China adds a sales tax on contraceptives while removing VAT on childcare, marriage to push birth rates
China will start charging a 13 percent sales tax on contraceptives from January, while making childcare services tax free. The move is part of Beijing’s effort to encourage people to have more children as birth rates continue to fall.
The decision comes under a wider tax reform announced late last year. Many tax exemptions that existed since 1994 have been removed. Back then, China was enforcing its one child policy. Now, the government is going the opposite way, trying to boost marriages and births.
Alongside childcare, marriage related services and elderly care will also be exempt from value added tax. These steps add to other measures like longer parental leave and cash support for families.
China’s population has declined for three years in a row. In 2024, only 9.54 million babies were born, around half the number recorded ten years ago. An ageing population and a slowing economy have pushed the government to act.

Taxing condoms has sparked criticism and online jokes. Many worry it could lead to unwanted pregnancies or higher HIV risk, while others say price doesn’t decide whether people have children.
China is already expensive for raising kids with high education costs, intense competition and women juggling work and family. The property crisis and economic slowdown make young people hesitant about the future.
Some parents say the tax won’t change their habits. But others fear students or low income groups may take risks. Experts are divided. Some see it as a revenue move, others as a symbolic attempt to raise birth rates.
Government intrusion, like officials asking women about menstrual cycles, has hurt trust. Critics say policies ignore deeper social changes: declining marriage, dating fatigue, and high life pressure.
Young people feel exhausted. High costs and expectations make online life easier than real relationships. Cheaper childcare alone won’t fix the problem.

While much of the world promotes contraception to prevent unwanted pregnancies and sexually transmitted diseases, China is moving in the opposite direction.
From January, Beijing will impose a sales tax on contraceptives, including condoms, while removing taxes on childcare services. The goal is clear: encourage more births in a country facing a rapidly shrinking population.
But this approach raises uncomfortable questions.
Condoms are not just about family planning. They are a basic public health tool, critical in preventing HIV and other sexually transmitted infections. Making them more expensive, even slightly, risks discouraging safe sex, especially among students and low income groups.
Supporters of the policy argue that cheaper childcare could ease the burden on young families. That may help at the margins. But the decision to have children is shaped far more by housing costs, job insecurity, work pressure, and social expectations than by the price of contraception.
There is also a symbolic contradiction at play. For decades, China strictly controlled births through policy. Now, as demographic realities shift, it appears to be nudging personal choices in the opposite direction, sometimes in ways that feel intrusive rather than supportive.
The real danger is not whether condom prices rise by a few yuan. It is whether this signals a misunderstanding of why young people are delaying marriage and parenthood in the first place.
Cheaper childcare is a step forward.
Taxing contraception may not be.
Whether this strategy boosts birth rates or backfires will depend on whether policymakers address the deeper economic and social pressures shaping modern life or continue relying on symbolic fixes.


Render every entry verbatim.

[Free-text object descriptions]
BEGIN

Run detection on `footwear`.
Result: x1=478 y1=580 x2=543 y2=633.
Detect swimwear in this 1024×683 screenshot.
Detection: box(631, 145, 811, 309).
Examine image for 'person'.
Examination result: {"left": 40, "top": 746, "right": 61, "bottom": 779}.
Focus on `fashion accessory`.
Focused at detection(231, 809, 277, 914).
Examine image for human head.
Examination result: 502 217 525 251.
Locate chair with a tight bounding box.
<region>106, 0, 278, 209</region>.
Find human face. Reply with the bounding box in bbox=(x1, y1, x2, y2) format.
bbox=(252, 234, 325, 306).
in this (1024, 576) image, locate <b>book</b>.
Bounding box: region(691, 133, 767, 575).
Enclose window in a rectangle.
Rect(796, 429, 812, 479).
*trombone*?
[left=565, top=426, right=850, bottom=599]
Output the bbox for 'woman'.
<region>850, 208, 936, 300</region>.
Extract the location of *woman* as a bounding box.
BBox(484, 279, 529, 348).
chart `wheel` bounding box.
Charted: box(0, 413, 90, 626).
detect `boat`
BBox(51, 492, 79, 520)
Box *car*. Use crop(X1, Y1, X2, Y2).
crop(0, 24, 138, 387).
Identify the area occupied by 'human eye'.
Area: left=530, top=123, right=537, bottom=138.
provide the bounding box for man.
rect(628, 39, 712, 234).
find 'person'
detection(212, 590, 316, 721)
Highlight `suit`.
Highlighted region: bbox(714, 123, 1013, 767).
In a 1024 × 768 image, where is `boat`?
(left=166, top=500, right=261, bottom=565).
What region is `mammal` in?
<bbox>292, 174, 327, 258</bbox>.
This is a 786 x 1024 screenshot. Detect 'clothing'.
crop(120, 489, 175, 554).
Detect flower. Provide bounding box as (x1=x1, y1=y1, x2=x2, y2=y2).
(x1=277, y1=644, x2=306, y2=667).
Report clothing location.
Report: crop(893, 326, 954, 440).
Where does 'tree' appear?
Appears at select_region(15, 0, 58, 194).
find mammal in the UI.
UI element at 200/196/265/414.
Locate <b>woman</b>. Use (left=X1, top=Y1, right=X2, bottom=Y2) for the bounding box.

END

* _Exercise solution_:
Run detection on `footwear`.
Result: x1=478 y1=580 x2=543 y2=633.
Detect swimwear in this 1024×683 screenshot.
Detection: box(631, 145, 811, 309).
Examine image for 'person'.
Examination result: {"left": 40, "top": 746, "right": 61, "bottom": 779}.
Focus on `fashion accessory`.
Focused at detection(231, 809, 277, 914).
Examine image for human head.
Examination result: 502 217 525 251.
Locate chair with a tight bounding box.
<region>106, 0, 278, 209</region>.
Find human face. Reply with the bounding box in bbox=(x1, y1, x2, y2) format.
bbox=(252, 234, 325, 306).
in this (1024, 576) image, locate <b>book</b>.
Bounding box: region(691, 133, 767, 575).
Enclose window in a rectangle.
Rect(796, 429, 812, 479).
*trombone*?
[left=565, top=426, right=850, bottom=599]
Output the bbox for 'woman'.
<region>850, 208, 936, 300</region>.
Extract the location of *woman* as a bounding box.
BBox(484, 279, 529, 348).
chart `wheel` bounding box.
Charted: box(0, 413, 90, 626).
detect `boat`
BBox(51, 492, 79, 520)
Box *car*. Use crop(X1, Y1, X2, Y2).
crop(0, 24, 138, 387).
Identify the area occupied by 'human eye'.
Area: left=530, top=123, right=537, bottom=138.
provide the bounding box for man.
rect(628, 39, 712, 234).
find 'person'
detection(212, 590, 316, 721)
Highlight `suit`.
Highlighted region: bbox(714, 123, 1013, 767).
In a 1024 × 768 image, where is `boat`?
(left=166, top=500, right=261, bottom=565).
What region is `mammal` in?
<bbox>292, 174, 327, 258</bbox>.
This is a 786 x 1024 screenshot. Detect 'clothing'.
crop(120, 489, 175, 554).
Detect flower. Provide bounding box as (x1=x1, y1=y1, x2=x2, y2=y2).
(x1=277, y1=644, x2=306, y2=667).
Report clothing location.
Report: crop(893, 326, 954, 440).
Where does 'tree' appear?
Appears at select_region(15, 0, 58, 194).
find mammal in the UI.
UI element at 200/196/265/414.
Locate <b>woman</b>. Use (left=X1, top=Y1, right=X2, bottom=Y2) for the bounding box.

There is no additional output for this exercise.